Vocational education and livelihoods are seen as separate entities. Vocational education is considered for full time employment and livelihood for wage employment. In this Skill Talk, Dr. Gayathri Vasudevan, CEO, LabourNet Services India Pvt Ltd, takes us through the undulating journey of vocational training in India. She emphasizes on the need to rethink training and employability for the informal sector by asking the right questions about feasible careers paths and flexible frameworks.

Today, we have 83% of our population working in the informal sector with hardly any recognition of a skilled person. We don’t associate informal sector with careers. Though there has been some recognition since 2010, after NSDC successfully brought vocational training to the forefront, the question remains, are we providing quality training and employment? This has brought in focus on outcomes such as the Qualification Packs (QPs) defined by Sector Skill Councils (SSCs). Later, we started questioning if we were too outcome-oriented and how it would result in employment?

During the process, the informal sector got left out.
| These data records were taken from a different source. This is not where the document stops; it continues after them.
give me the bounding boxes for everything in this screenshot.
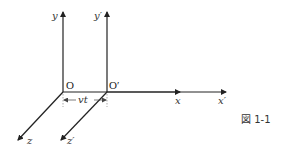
y-axis-label: y	[51, 10, 58, 21]
frame-s-prime: y′ x′ z′ O′	[61, 10, 227, 146]
frame-s: y x z O	[18, 10, 181, 146]
z-prime-axis-label: z′	[66, 135, 75, 146]
displacement-dimension: vt	[63, 94, 107, 107]
displacement-label: vt	[78, 94, 89, 105]
x-axis-label: x	[175, 95, 181, 106]
x-prime-axis-label: x′	[218, 95, 227, 106]
z-axis-label: z	[26, 135, 33, 146]
coordinate-frames-diagram: y x z O y′ x′ z′ O′ vt	[0, 0, 283, 151]
figure-caption: 図 1-1	[241, 111, 271, 126]
origin-label: O	[66, 79, 74, 91]
origin-prime-label: O′	[109, 79, 119, 91]
z-axis	[18, 92, 63, 140]
y-prime-axis-label: y′	[93, 10, 103, 21]
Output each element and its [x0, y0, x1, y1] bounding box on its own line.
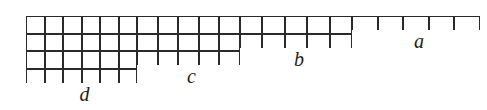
grid-cell-ellipsis [82, 51, 101, 69]
grid-cell [45, 34, 64, 52]
grid-row [137, 16, 240, 34]
grid-cell-ellipsis [82, 34, 101, 52]
grid-cell-ellipsis [199, 16, 220, 34]
measure-label-c: c [137, 65, 246, 87]
grid-cell [219, 34, 240, 52]
grid-row [26, 34, 137, 52]
measure-arrow-d: d [26, 86, 137, 108]
grid-cell-ellipsis [82, 16, 101, 34]
grid-cell [119, 16, 138, 34]
grid-cell [26, 16, 45, 34]
measure-arrow-c: c [137, 68, 240, 90]
segment-b [240, 16, 352, 51]
grid-cell [63, 51, 82, 69]
grid-cell [219, 16, 240, 34]
grid-row [26, 51, 137, 69]
grid-row [137, 34, 240, 52]
grid-row [240, 16, 352, 34]
grid-row [26, 16, 137, 34]
grid-cell [240, 16, 262, 34]
measure-label-b: b [240, 48, 358, 70]
grid-cell [100, 51, 119, 69]
grid-cell [262, 16, 284, 34]
grid-cell [178, 34, 199, 52]
grid-cell-ellipsis [307, 16, 329, 34]
grid-cell [100, 34, 119, 52]
grid-cell [26, 51, 45, 69]
grid-cell [330, 16, 352, 34]
grid-cell-ellipsis [199, 34, 220, 52]
measure-label-d: d [26, 83, 143, 105]
segment-c [137, 16, 240, 69]
grid-cell [158, 34, 179, 52]
grid-cell [119, 34, 138, 52]
grid-cell [137, 34, 158, 52]
grid-cell [26, 34, 45, 52]
measure-label-a: a [352, 30, 486, 52]
grid-cell [285, 16, 307, 34]
segment-d [26, 16, 137, 86]
grid-cell [63, 34, 82, 52]
staircase-diagram: d c b a [0, 0, 487, 110]
grid-cell [119, 51, 138, 69]
grid-cell [45, 16, 64, 34]
measure-arrow-a: a [352, 33, 480, 55]
grid-cell [137, 16, 158, 34]
grid-cell [63, 16, 82, 34]
grid-cell [100, 16, 119, 34]
grid-cell [158, 16, 179, 34]
grid-cell [178, 16, 199, 34]
measure-arrow-b: b [240, 51, 352, 73]
grid-cell [45, 51, 64, 69]
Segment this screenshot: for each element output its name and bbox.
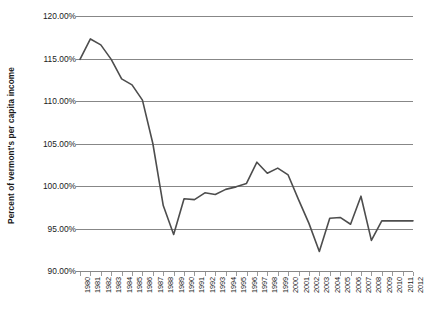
x-tickmark [111,272,112,276]
x-tickmark [236,272,237,276]
x-tickmark [267,272,268,276]
x-tickmark [392,272,393,276]
x-tick-label: 1980 [83,277,92,293]
y-axis-title-label: Percent of vermont's per capita income [7,67,16,224]
x-tickmark [194,272,195,276]
x-tick-label: 1984 [125,277,134,293]
x-tickmark [153,272,154,276]
x-tickmark [382,272,383,276]
x-tick-label: 2002 [312,277,321,293]
x-tick-label: 2007 [364,277,373,293]
x-tickmark [371,272,372,276]
x-tick-label: 1996 [250,277,259,293]
x-tickmark [80,272,81,276]
y-tick-label: 95.00% [20,224,76,234]
x-tick-label: 2010 [395,277,404,293]
y-axis-tick-labels: 120.00%115.00%110.00%105.00%100.00%95.00… [16,16,76,271]
data-series-line [80,16,413,271]
x-tick-label: 1991 [197,277,206,293]
x-tickmark [215,272,216,276]
x-tick-label: 1988 [166,277,175,293]
x-tickmark [257,272,258,276]
x-tickmark [288,272,289,276]
x-tick-label: 1986 [145,277,154,293]
x-tickmark [184,272,185,276]
x-tick-label: 1999 [281,277,290,293]
x-tickmark [413,272,414,276]
x-tick-label: 1998 [270,277,279,293]
x-tickmark [309,272,310,276]
x-tick-label: 2008 [374,277,383,293]
x-tickmark [101,272,102,276]
x-tickmark [299,272,300,276]
x-tickmark [90,272,91,276]
x-tick-label: 1989 [177,277,186,293]
y-tick-label: 110.00% [20,96,76,106]
x-tick-label: 2005 [343,277,352,293]
x-tick-label: 2009 [385,277,394,293]
x-tickmark [226,272,227,276]
x-tick-label: 1987 [156,277,165,293]
x-tick-label: 2001 [302,277,311,293]
chart-container: Percent of vermont's per capita income 1… [0,0,428,318]
x-tick-label: 1982 [104,277,113,293]
y-tick-label: 105.00% [20,139,76,149]
x-tick-label: 2012 [416,277,425,293]
x-tick-label: 1992 [208,277,217,293]
x-tickmark [132,272,133,276]
x-tickmark [403,272,404,276]
x-tickmark [142,272,143,276]
x-tickmark [340,272,341,276]
y-tick-label: 100.00% [20,181,76,191]
x-tickmark [351,272,352,276]
x-tickmark [247,272,248,276]
x-tickmark [205,272,206,276]
y-tick-label: 115.00% [20,54,76,64]
x-tick-label: 2000 [291,277,300,293]
x-tick-label: 2004 [333,277,342,293]
x-tickmark [174,272,175,276]
x-tickmark [330,272,331,276]
x-tick-label: 1983 [114,277,123,293]
x-tickmark [319,272,320,276]
x-tickmark [122,272,123,276]
x-tickmark [278,272,279,276]
plot-area [80,16,413,271]
x-tick-label: 1994 [229,277,238,293]
x-tick-label: 1993 [218,277,227,293]
x-tick-label: 2003 [322,277,331,293]
x-tick-label: 1990 [187,277,196,293]
x-tickmark [361,272,362,276]
x-tick-label: 1985 [135,277,144,293]
x-tick-label: 1997 [260,277,269,293]
x-tickmark [163,272,164,276]
y-tick-label: 120.00% [20,11,76,21]
series-polyline [80,39,413,252]
x-tick-label: 2006 [354,277,363,293]
x-tick-label: 1981 [93,277,102,293]
y-tick-label: 90.00% [20,266,76,276]
x-tick-label: 2011 [406,277,415,293]
x-axis-tick-labels: 1980198119821983198419851986198719881989… [80,272,413,318]
x-tick-label: 1995 [239,277,248,293]
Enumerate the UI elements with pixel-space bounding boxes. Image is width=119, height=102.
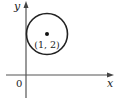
x-axis-label: x bbox=[107, 77, 114, 90]
center-point bbox=[45, 32, 49, 36]
coordinate-diagram: y x 0 (1, 2) bbox=[0, 0, 119, 102]
origin-label: 0 bbox=[16, 78, 22, 89]
y-axis bbox=[24, 1, 29, 98]
x-axis bbox=[6, 73, 114, 78]
center-label: (1, 2) bbox=[34, 39, 60, 50]
y-axis-arrow-icon bbox=[24, 1, 29, 8]
y-axis-label: y bbox=[13, 0, 21, 13]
The outcomes were not defined correctly since there wasn’t enough recognition of informal sector that is essentially in fuelling the growth of your economy. This showed up in lack of social security and a career for the informal workforce. This recognition for career path doesn’t exist in the informal sector. The ecosystem is missing here. Career paths would follow two ways, if you take an analogy from the IT industry – you either go technical or managerial. For the informal sector, this translates into labour contractors who need managerial and supervisory skills than technical skills. For those who remain technical, there’s a lack of growth path, and they become redundant.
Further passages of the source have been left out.